One thing that I will add about Maher in this discussion is his seeming inability to take any criticism. If a joke doesn’t get the laughs he feels it deserves, he openly castigates his own audience on the air. That’s the mark of a hack, not a good comedian.

Are you fucking kidding? When was the last time you saw Trump physically exert himself? Remember in 2017 during the G7 Summit in Italy when Trump rode in a golf cart while other world leaders walked? That walking tub of hamberders has the energy of a man twenty years his junior? Don’t tell me you also thought he looked good and he looked hard in his mugshot photo too.

The Trump who baby stepped his way down that ramp had the energy of someone who was 20 years younger, had he been 105 years old.

I’d slot Teddy Roosevelt under “formidable” as well.

We never see Trump doing anything athletic, so we don’t get videos of him falling off his bike the same way we do Biden.

I think you’re confusing personal charisma with energy. Trump has a lot more personal presence, but I’m far from convinced he’s got more of the energy that the job of presidenting actually needs.

They both seem like old men to me. I wish some younger people would get a chance at the role. The issue isn’t old people being capable - plenty are - it’s that older people have dominated politics to the exclusion of other age groups.

Biden is borderline in many ways: I didn’t think late 70s was an issue, but early 80s? I’d rather vote for Obama’s VP if he were to Obama’s left, but to Obama’s right? I’d prefer a cringe-inducing hipster to a cringe-inducing grampa. I think a sitting POTUS by tradition can depend on getting his party’s nomination for a second term, absent criminality or economic disaster both of which he stands accused of, but by ludicrous partisans.

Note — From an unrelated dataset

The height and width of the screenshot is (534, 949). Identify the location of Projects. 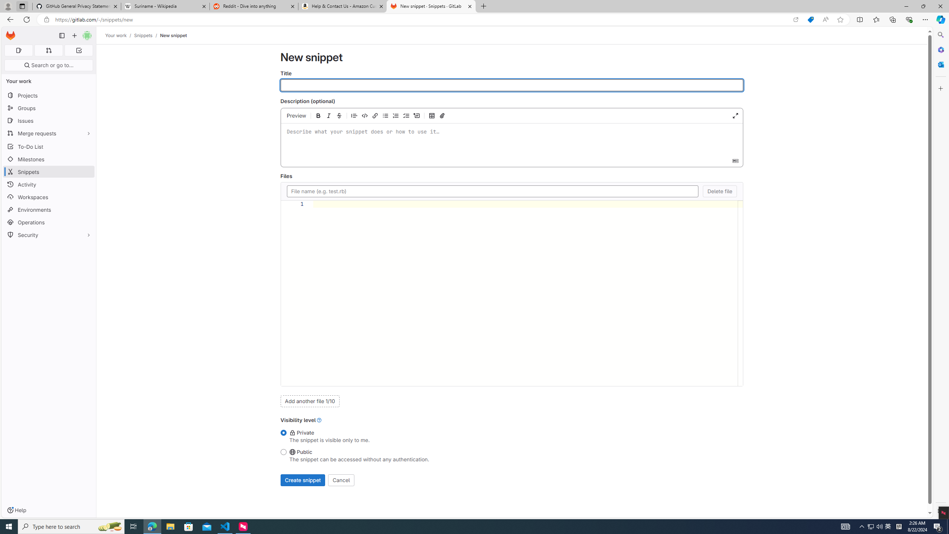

Biden’s just barely on the wrong side of many issues for me, but running against Trump (or any of the GOP hopefuls)? An easy call.

If it was age, the Dem nominee would be accused of youth and inexperience, and you can depend on the GOP making the Dem nominee out to be a crook, even if he ran out of a career in a monastery.

I believe we may all be just in a situation of flailing about for what word to use to describe it, some fighting their own impulse to reject any allusion to Trump that is not derisory.

But before the target audience, Trump will come across as a lot more animated when onstage getting feedback from the crowd. Which, sure, is not a fair comparative because Biden OTOH is, was, not a showman nor is he expected to become one by those who supported him. But it’s a matter playing a game of perceptions not for all but for enough people.